The AAN provides a bridge for local communities to have contact with international organizations like La Via Campesina which strengthens the movement against more powerful proponents of modern agricultural practices.  The AAN also helped create the Na Sa Mill, an organic rice mill that help farmers receive a fair price while being in contact with Green Net, which helps the mill to export rice to Canada and the European Union.

Since the AAN works with a bottom-up approach, many farmers are still reluctant to join the network.  The central government can give money to the headman of villages who then disburses it throughout the village but the AAN can, for the most part, only pass on ideas and help communities develop plans for their projects.

However, support and knowledge goes a long way in terms of changing the current agricultural system.  The AAN tries to w
ork with the government to create policies that support and empower small farmers.  In addition, they work to create a self-analysis of how communities spend their money to see more clearly where debt comes from in order to identify solutions. 


One of these solutions and a main goal of the AAN is to encourage member communities to incorporate organic farming techniques into their fields, a scary prospect for people whose lives depend on an annual crop yield.  The AAN is able to provide information about organic techniques and pass on local wisdom that may have been lost in the community as well as showing successful concrete examples of past organic farming models.  This is often just the push that some farmers need in order to take their first step towards alternative agriculture.

The AAN’s agenda has also expanded to focus of using and preserving indigenous seed varieties which helps support local food culture.  This is mainly done through resisting capitalist seed production and ownership that comes with certain varieties of crops like Jasmine 105.  As the Thai government has pushed for one or two varieties of crops to be grown, the AAN has helped farmers store local varieties to preserve and to eat.
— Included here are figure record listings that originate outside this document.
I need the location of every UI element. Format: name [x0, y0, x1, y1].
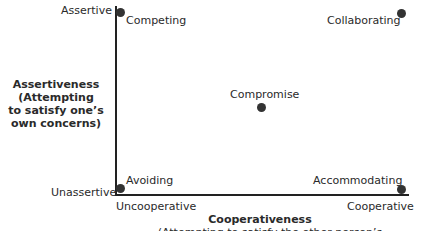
point-label-avoiding: Avoiding — [126, 174, 173, 187]
point-avoiding — [116, 184, 125, 193]
x-axis-title: Cooperativeness — [200, 213, 320, 226]
y-tick-unassertive: Unassertive — [51, 186, 116, 199]
x-tick-cooperative: Cooperative — [347, 200, 414, 213]
x-tick-uncooperative: Uncooperative — [116, 200, 196, 213]
y-axis-line — [115, 6, 117, 196]
y-title-line: to satisfy one’s — [0, 104, 112, 117]
y-title-line: (Attempting — [0, 91, 112, 104]
y-tick-assertive: Assertive — [61, 4, 112, 17]
point-competing — [116, 8, 125, 17]
point-label-compromise: Compromise — [230, 88, 299, 101]
point-label-competing: Competing — [126, 14, 186, 27]
x-axis-line — [115, 194, 409, 196]
y-title-line: Assertiveness — [0, 78, 112, 91]
point-compromise — [257, 103, 266, 112]
y-title-line: own concerns) — [0, 117, 112, 130]
point-label-accommodating: Accommodating — [313, 174, 402, 187]
point-label-collaborating: Collaborating — [327, 14, 401, 27]
y-axis-title: Assertiveness (Attempting to satisfy one… — [0, 78, 112, 130]
x-axis-subtitle: (Attempting to satisfy the other person’… — [150, 226, 390, 231]
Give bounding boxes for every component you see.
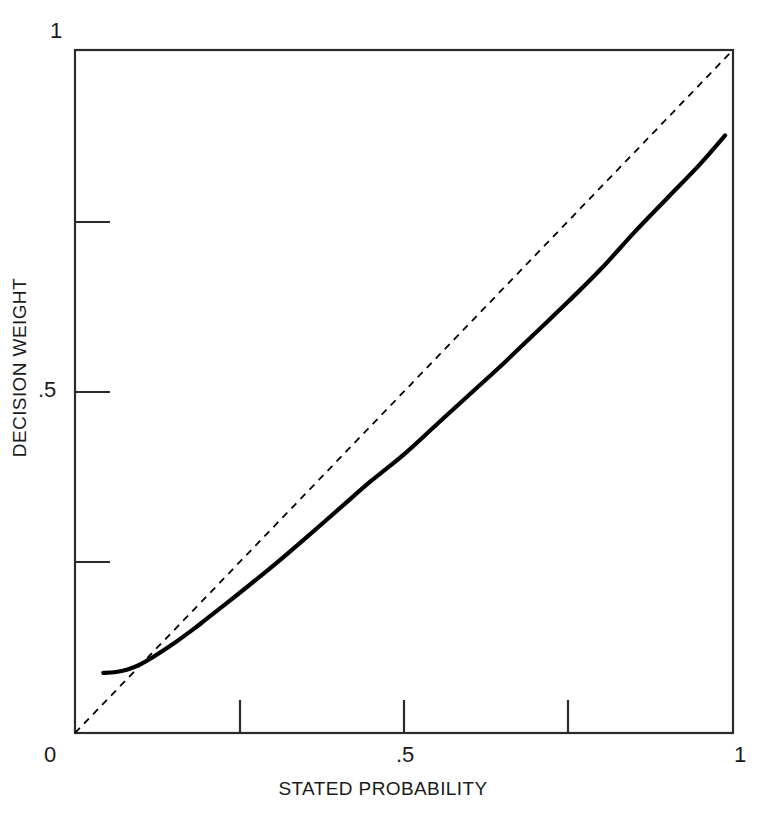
decision-weight-curve: [103, 135, 725, 673]
y-axis-title: DECISION WEIGHT: [9, 278, 31, 457]
y-axis-label-mid: .5: [38, 377, 56, 403]
plot-canvas: [0, 0, 766, 815]
x-axis-label-max: 1: [734, 742, 746, 768]
identity-reference-line: [75, 50, 733, 733]
x-axis-ticks: [240, 700, 568, 733]
x-axis-label-min: 0: [44, 742, 56, 768]
y-axis-label-max: 1: [50, 18, 62, 44]
x-axis-label-mid: .5: [396, 742, 414, 768]
y-axis-ticks: [75, 222, 110, 562]
chart-figure: 1 .5 0 .5 1 STATED PROBABILITY DECISION …: [0, 0, 766, 815]
x-axis-title: STATED PROBABILITY: [0, 778, 766, 800]
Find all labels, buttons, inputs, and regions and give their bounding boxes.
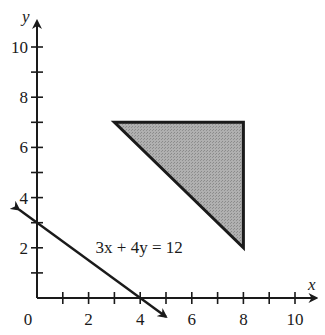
y-tick-label: 2 (20, 239, 29, 258)
y-tick-label: 10 (11, 38, 28, 57)
line-3x-4y-12 (19, 210, 166, 317)
x-axis-label: x (307, 275, 316, 294)
x-tick-label: 0 (24, 310, 33, 329)
x-tick-label: 10 (287, 310, 304, 329)
x-tick-label: 2 (84, 310, 93, 329)
x-tick-label: 4 (136, 310, 145, 329)
y-axis-label: y (20, 7, 30, 26)
y-tick-label: 4 (20, 189, 29, 208)
equation-label: 3x + 4y = 12 (96, 238, 183, 257)
y-tick-label: 6 (20, 138, 29, 157)
x-tick-label: 6 (188, 310, 197, 329)
shaded-triangle (114, 122, 243, 248)
plot-area: 0246810246810 (11, 21, 316, 329)
y-tick-label: 8 (20, 88, 29, 107)
x-tick-label: 8 (239, 310, 248, 329)
chart: 0246810246810 y x 3x + 4y = 12 (0, 0, 325, 335)
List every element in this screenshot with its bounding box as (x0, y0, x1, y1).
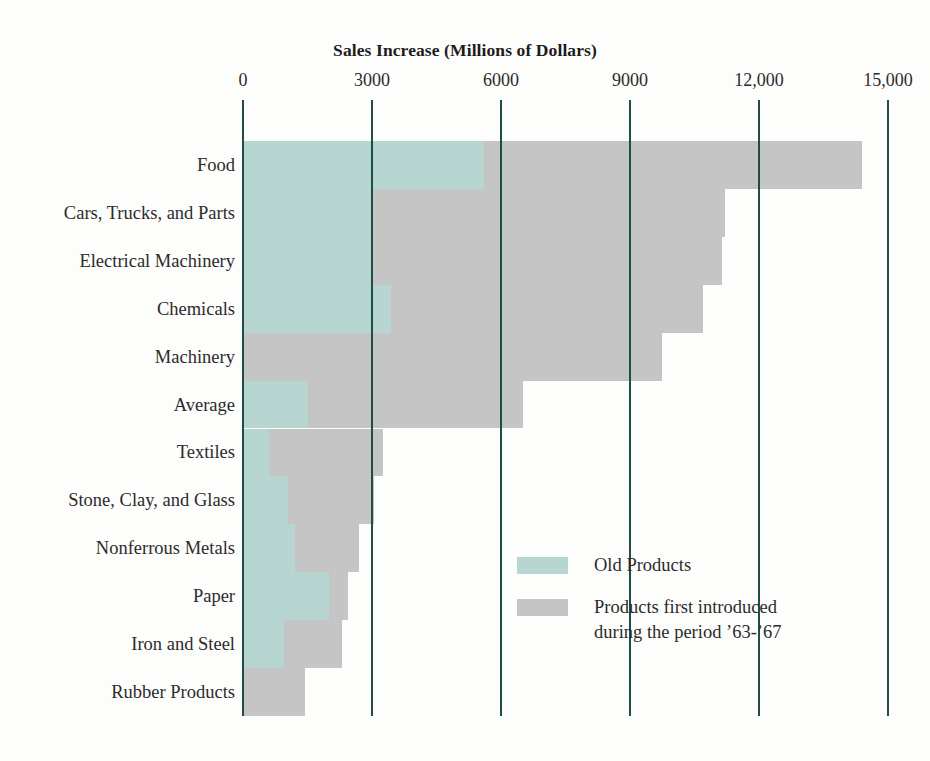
legend-label: Old Products (594, 553, 691, 578)
chart-legend: Old ProductsProducts first introduceddur… (517, 553, 847, 662)
gridline (500, 100, 503, 716)
legend-label: Products first introducedduring the peri… (594, 595, 782, 645)
legend-item: Old Products (517, 553, 847, 578)
gridline (242, 100, 245, 716)
legend-label-line1: Products first introduced (594, 597, 777, 617)
legend-swatch-new-products (517, 599, 568, 616)
gridline (371, 100, 374, 716)
gridline (887, 100, 890, 716)
legend-label-line1: Old Products (594, 555, 691, 575)
legend-swatch-old-products (517, 557, 568, 574)
chart-page: Sales Increase (Millions of Dollars) 030… (0, 0, 930, 761)
legend-item: Products first introducedduring the peri… (517, 595, 847, 645)
legend-label-line2: during the period ’63-’67 (594, 620, 782, 645)
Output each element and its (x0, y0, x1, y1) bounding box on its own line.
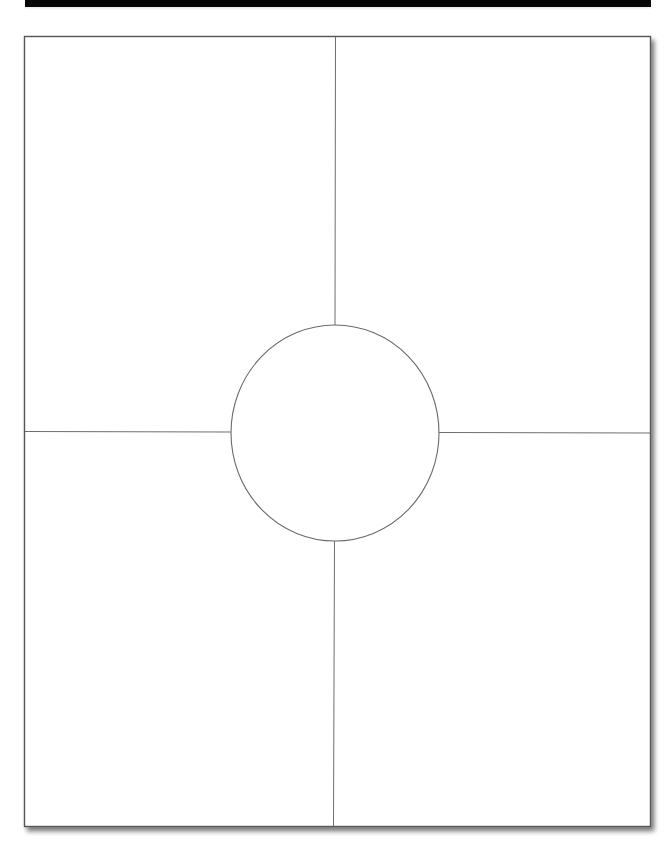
horizontal-divider-right (439, 433, 650, 434)
four-square-organizer (0, 0, 672, 851)
center-circle-area (231, 325, 439, 541)
horizontal-divider-left (25, 432, 231, 433)
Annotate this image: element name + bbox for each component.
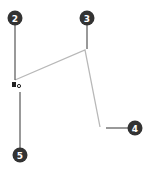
callout-3-label: 3 (84, 14, 90, 24)
callout-2: 2 (8, 11, 23, 26)
callout-diagram: 2 3 4 5 (0, 0, 156, 170)
callout-5: 5 (13, 148, 28, 163)
callout-4-label: 4 (132, 124, 138, 134)
callout-3: 3 (80, 11, 95, 26)
callout-5-label: 5 (17, 151, 23, 161)
shape-outline (15, 50, 100, 127)
callout-4: 4 (128, 121, 143, 136)
anchor-point-marker-icon (12, 82, 21, 88)
callout-2-label: 2 (12, 14, 18, 24)
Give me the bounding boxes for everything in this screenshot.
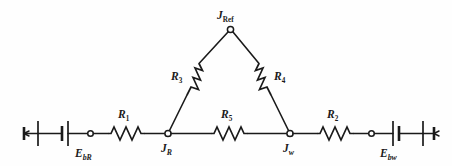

Seeds within the network have expanded through farmer-to-farmer exchanges and there are now currently 73 farmer-researchers in the network, with over 140 rice varieties saved for preservation and expansion.

It is pointless to expect that all chemical farming practices and monocropping will disappear from Thailand.  It is simply impossible.  However, it is possible to empower the farming class while reducing the amount of destructive patterns seen in new-age agriculture.  Considering this, it is pretty remarkable that the AAN has been able to gain national legitimacy and clout while helping many farmers realize the importance of integrated agriculture and alternative methods to the status quo.  Progress is progress and the AAN is slowly but surely helping Thailand realize that going against the grain isn’t always a bad thing.